I like Remco's idea too. Maybe people that made the Deep Rybka3/Aquarium softwares are already working on it!

broze

I'd say that the problems I get right knowing there's a tactic are counterbalanced by the problems I get wrong thinking that there must be a more complex answer than what I've seen- situations I would probably have no trouble with in a game...

AtahanT

I love this idea and it's really what all of us need. To know when to look for a tactic and also learn to refute candidate moves, especially sacrifices because in real games there mostly is some way to defend against an attack. The problem is that you need to be able to see you opponents defense 3 moves deep and then refute your queen/rook sac. In the tactics trainer it is too obvious what the tactic might be (usually some odd sac) and most fails are because of wrong move orders and alike or being too greedy and grabbing a queen instead of the mate.

marvellosity
broze wrote:

I'd say that the problems I get right knowing there's a tactic are counterbalanced by the problems I get wrong thinking that there must be a more complex answer than what I've seen- situations I would probably have no trouble with in a game...


I agree with this. I did several 2600+ problems today where the solution was what we'd all play in a game, but they're rated so highly because there's a plausible looking tactic.
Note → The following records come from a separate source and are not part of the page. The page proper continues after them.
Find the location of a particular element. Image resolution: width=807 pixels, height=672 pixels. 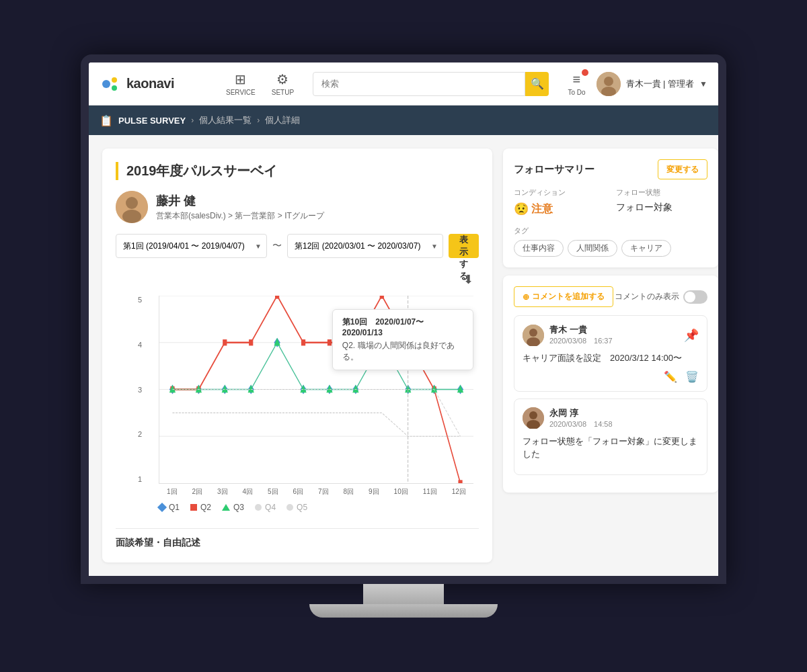

breadcrumb-detail: 個人詳細 is located at coordinates (282, 120).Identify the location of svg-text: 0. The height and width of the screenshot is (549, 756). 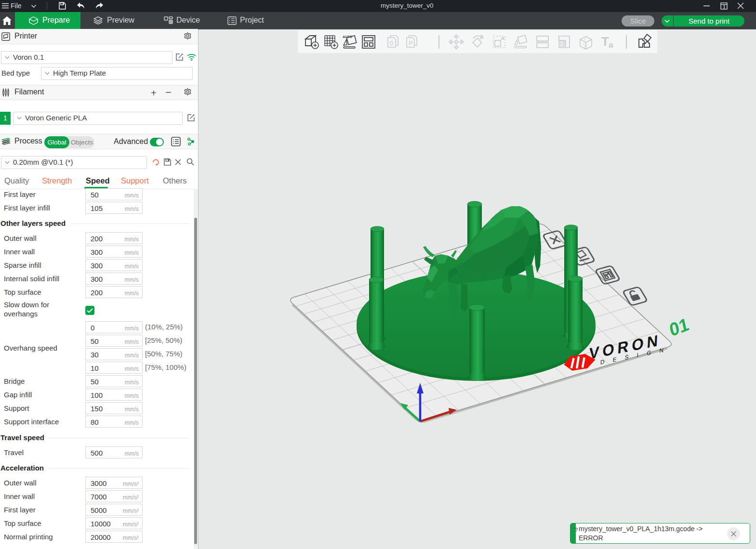
(391, 43).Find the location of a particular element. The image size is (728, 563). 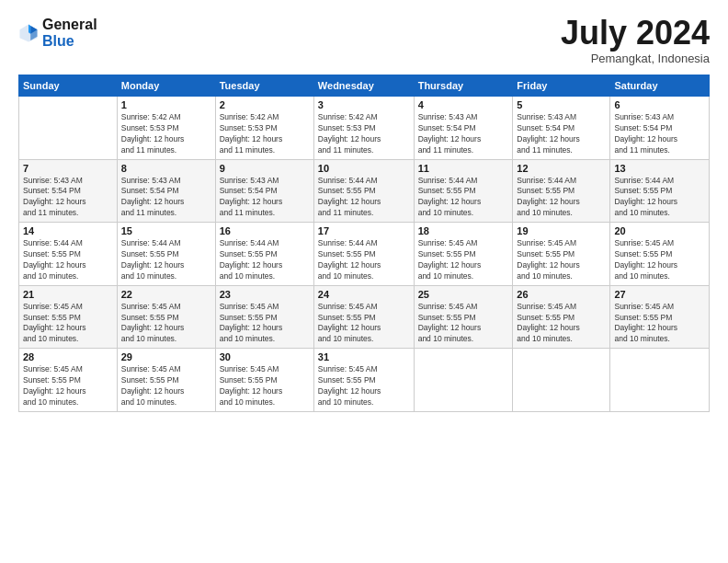

day-number: 3 is located at coordinates (364, 105).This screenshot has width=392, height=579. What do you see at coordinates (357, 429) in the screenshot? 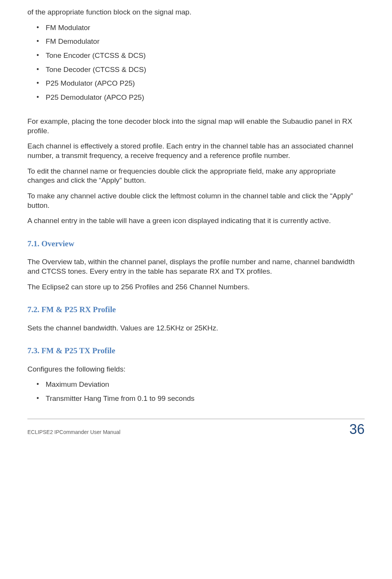
I see `page-number: 36` at bounding box center [357, 429].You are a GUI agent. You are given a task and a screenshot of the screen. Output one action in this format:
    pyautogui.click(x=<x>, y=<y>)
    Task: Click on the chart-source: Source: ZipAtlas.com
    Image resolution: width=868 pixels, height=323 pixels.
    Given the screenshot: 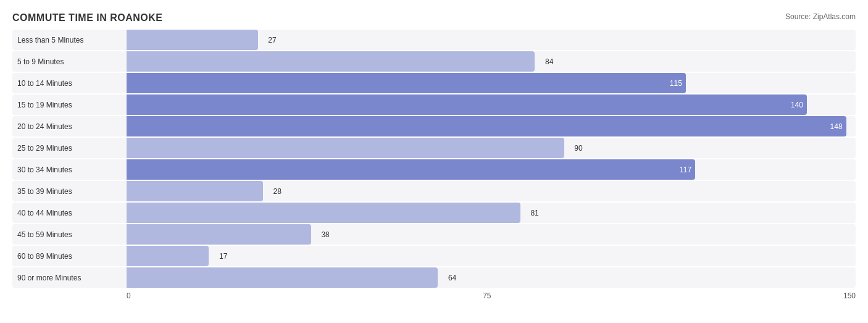 What is the action you would take?
    pyautogui.click(x=820, y=17)
     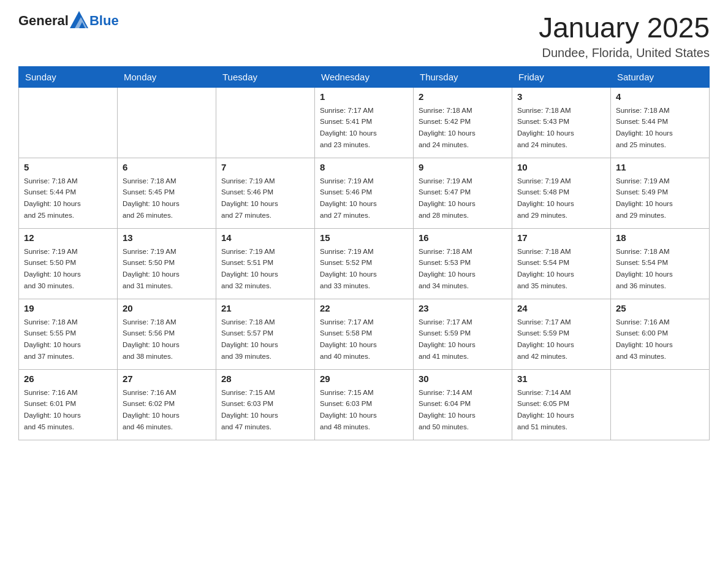 I want to click on day-info: Sunrise: 7:14 AM Sunset: 6:04 PM Dayligh…, so click(x=447, y=410).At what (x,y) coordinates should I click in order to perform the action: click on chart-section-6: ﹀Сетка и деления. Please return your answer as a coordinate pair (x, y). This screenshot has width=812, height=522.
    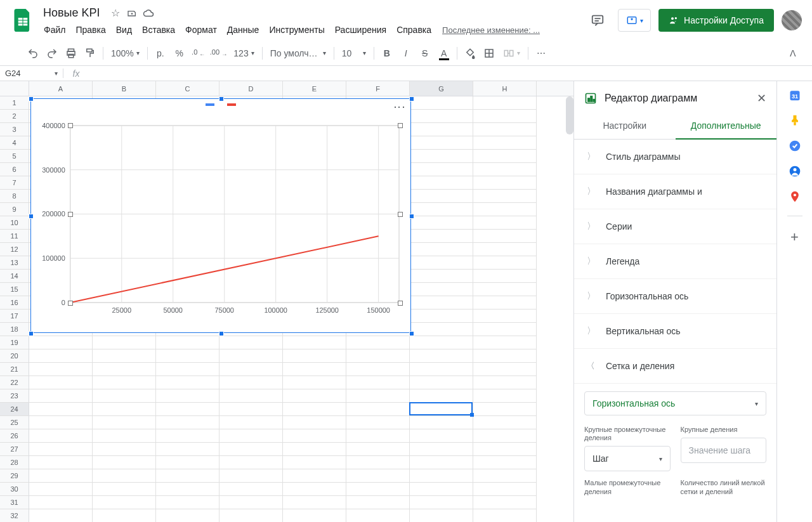
    Looking at the image, I should click on (675, 367).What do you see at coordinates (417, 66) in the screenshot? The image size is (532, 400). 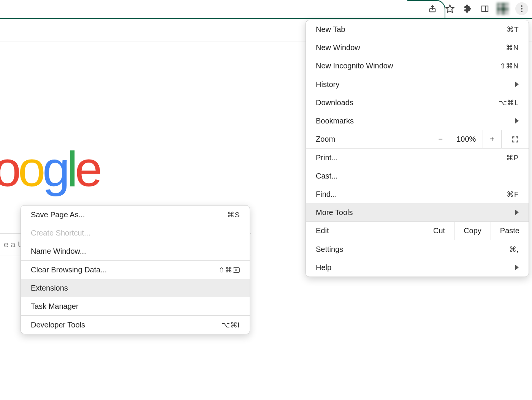 I see `menu-new-incognito: New Incognito Window ⇧⌘N` at bounding box center [417, 66].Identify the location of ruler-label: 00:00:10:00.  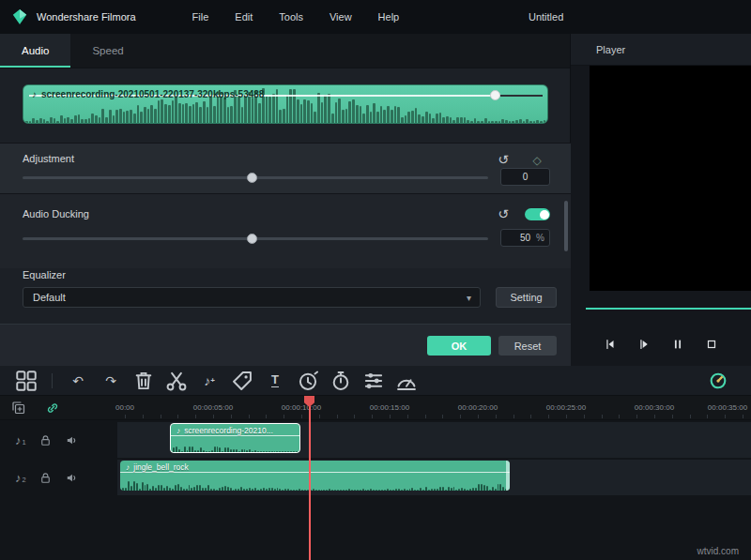
(301, 407).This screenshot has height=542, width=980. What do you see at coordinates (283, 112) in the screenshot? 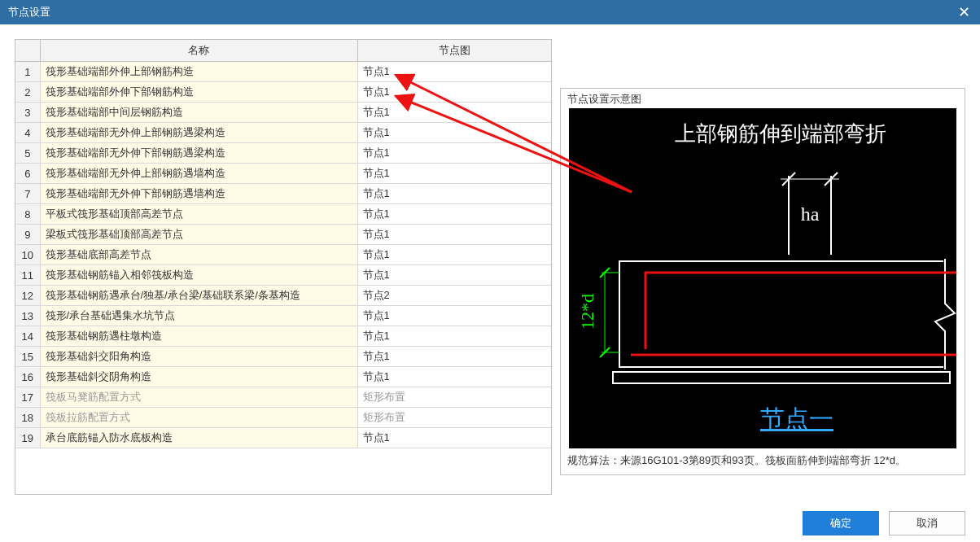
I see `table-row: 3筏形基础端部中间层钢筋构造节点1` at bounding box center [283, 112].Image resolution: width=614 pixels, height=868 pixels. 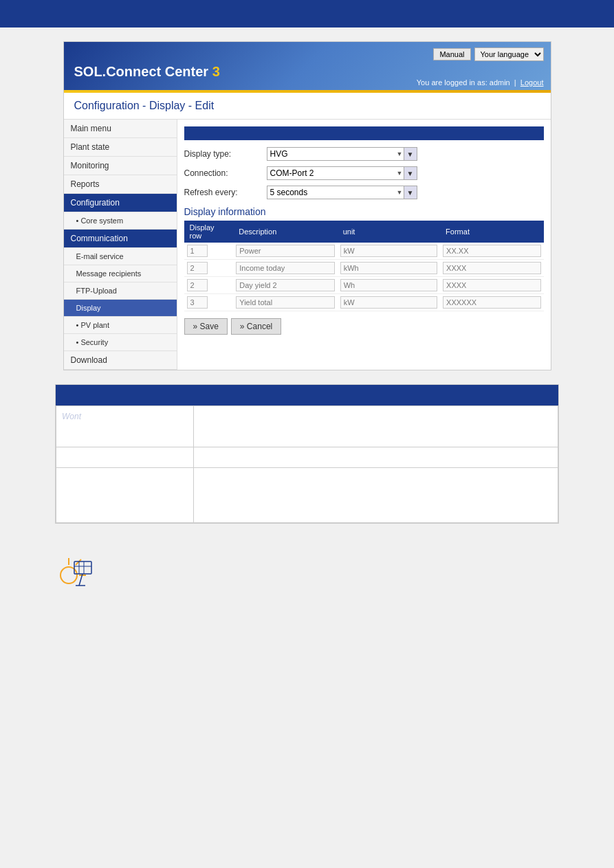 I want to click on row4-description, so click(x=285, y=302).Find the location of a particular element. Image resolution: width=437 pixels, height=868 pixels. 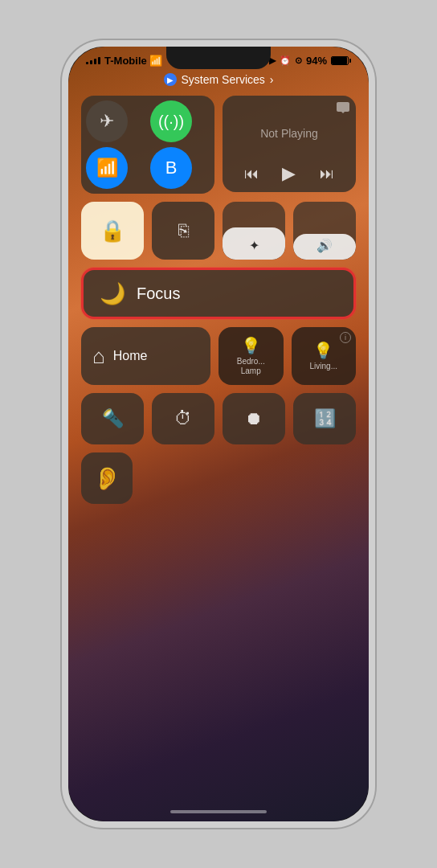

media-controls: ⏮ ▶ ⏭ is located at coordinates (289, 174).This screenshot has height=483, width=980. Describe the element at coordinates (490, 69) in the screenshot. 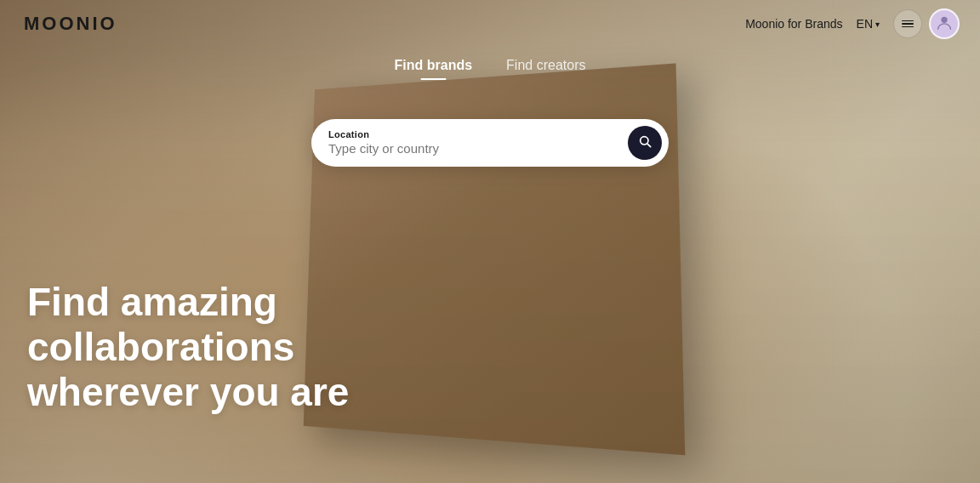

I see `tab-navigation: Find brands Find creators` at that location.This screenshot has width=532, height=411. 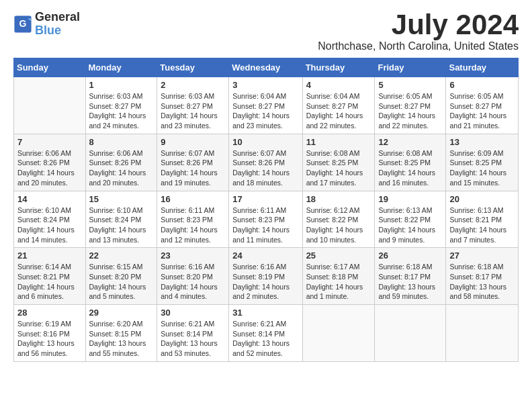 I want to click on day-number: 2, so click(x=193, y=85).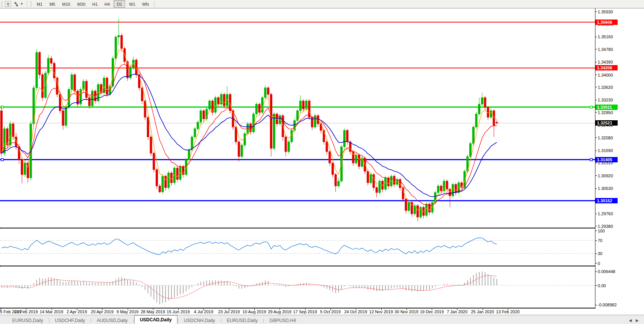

I passed a couple and failed one that I can remember.

So in a way Scarblac's idea does exist on TT already... maybe such problems are hidden towards the top end.

http://www.chess.com/tactics/server.html?id=35453

Answer is simply Rdxe6, nothing more, nothing less.

http://www.chess.com/tactics/server.html?id=29175

Answer is Qxf7, not the plausible Rh8+

http://www.chess.com/tactics/server.html?id=30956

A real prime example - the decoy is 1.Qxh7+, the proper move is simply 1.Rxb2.

AtahanT

Oh one more thing. I don't think it is that hard to generate positions that are rich but are void of tactics. Just let the search engine evaluate positions and if there is no tactical blow that nets more then half a pawn there is no tactic.